Biden and Harris gives me some hope, Chuck & Co. are weak, their hand wringing and tweets about pool safety (the subject Schumer was talking about the day Trump and Putin were meeting in Helsinki) will give the corrupt, and even more cowardly GOP control of the house and senate again in 2022; Biden will again be emasculated by the likes of Mitch McConnell (a man who consistently wins re-election with a 16% approval rating in Kentucky).

You wonder how Trump happened? It was weak and cowardly opposition that allowed it. It was gerrymandering that allowed it. I’m as big a left-wing libtard as ever put on a pair of pants and I had to spit and swear when I voted for HRC—because there was NO choice.

The fact that Greene and Boebert are allowed to even be seated tells me the lower house is equally weak.

We didn’t get to this rathole we now live in by accident. It’s an attrition of courage. In 1953 the Rosenberg’s were executed for much less than the ‘Proud Boys’ pulled on January 6th 2021. I’m actually shocked Chuck spoke out at all.

“We get the government we deserve…”

Happy Christmas, Ma

I sit three feet from the box of wax candles in shapes of snowmen and Santa Claus and pine trees, and I remember the challenges you had with pudding and names and words last Christmas.

I left up the gaudy, fake, three-foot plastic tree in your room, the lights still on, until you died in February. There wasn’t a lot left for you to enjoy, but you loved your all blue lights and silver balls. It’s my sincere hope the last thing you saw before you last closed your eyes were those lights reflected in plastic and chrome shine of those ornaments.

I realize a fake tree was a horrible violation, but it was the best I could do; nursing home rules, not mine, Ma.

Every Christmas of my young life was a tribute to JJ Newberry’s and Woolworth’s and plastic and tinsel and various and other tchotchke. I’m left, this year, to make some kind of sense of, and peace with, these boxes of plastic ivy, red and white stockings and assorted reindeer and fat men with rosy cheeks.

I lost a lot of the Jimmy Stewart, It’s a Wonderful Life, Bing Crosby, White Christmas, the year my father died, but as broke as you were, physically, emotionally and financially, you soldiered through.
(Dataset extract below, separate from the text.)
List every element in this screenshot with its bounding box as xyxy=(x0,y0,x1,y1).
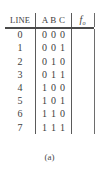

The last month of the year was your time and your tree needed to be real and covered with all that stuff that belonged in a dumpster somewhere, but has found it’s way in my attic. I never told you when you were alive, Ma, but I admired your courage and resolve above all.

It’s poignant and fitting and perfect the best memory I have with you was drinking Canadian Whiskey by one of your trees. The ice in your glass clinking as you sipped your drink, the blue and silver reflection shining in your eyes. Maybe the only time I really saw you smile.

Happy Christmas, Ma.

But I have questions…

I realize that some, many, view the founders as damn nearly man-gods, who suffered otherworldly brilliance and vision.

We were taught in elementary school to overlook things like genocide of the native population and the fact that many of these man-gods owned, and on the regular threw a fuck or two into the human beings that they owned. But that was ok, what with all that talk of more perfect unions and such… but I have a question.

They crafted a nearly flawless document called The Constitution modeled after the English Bill of Rights and the Magna Carta, and they provisioned within this document the ability to amend it and add to it as the world changed and evolved… but I have a question…

These man-gods modeled a system of checks and balances with the judicial, executive and legislative branches of government keeping any one from seizing too much power or control… but I have a question…

With this perfect system of laws and amendments and checks and balances how the fuck does one account for this gutless, soulless, cowardly, boot-licking motherfucker—re-elected in Kentucky with a net 16% approval rating. How does every non GOP backed piece of federal legislation proposed land on and die on this assholes desk?

Spare me your fife and drums and flags, this is all working as designed 245 years ago.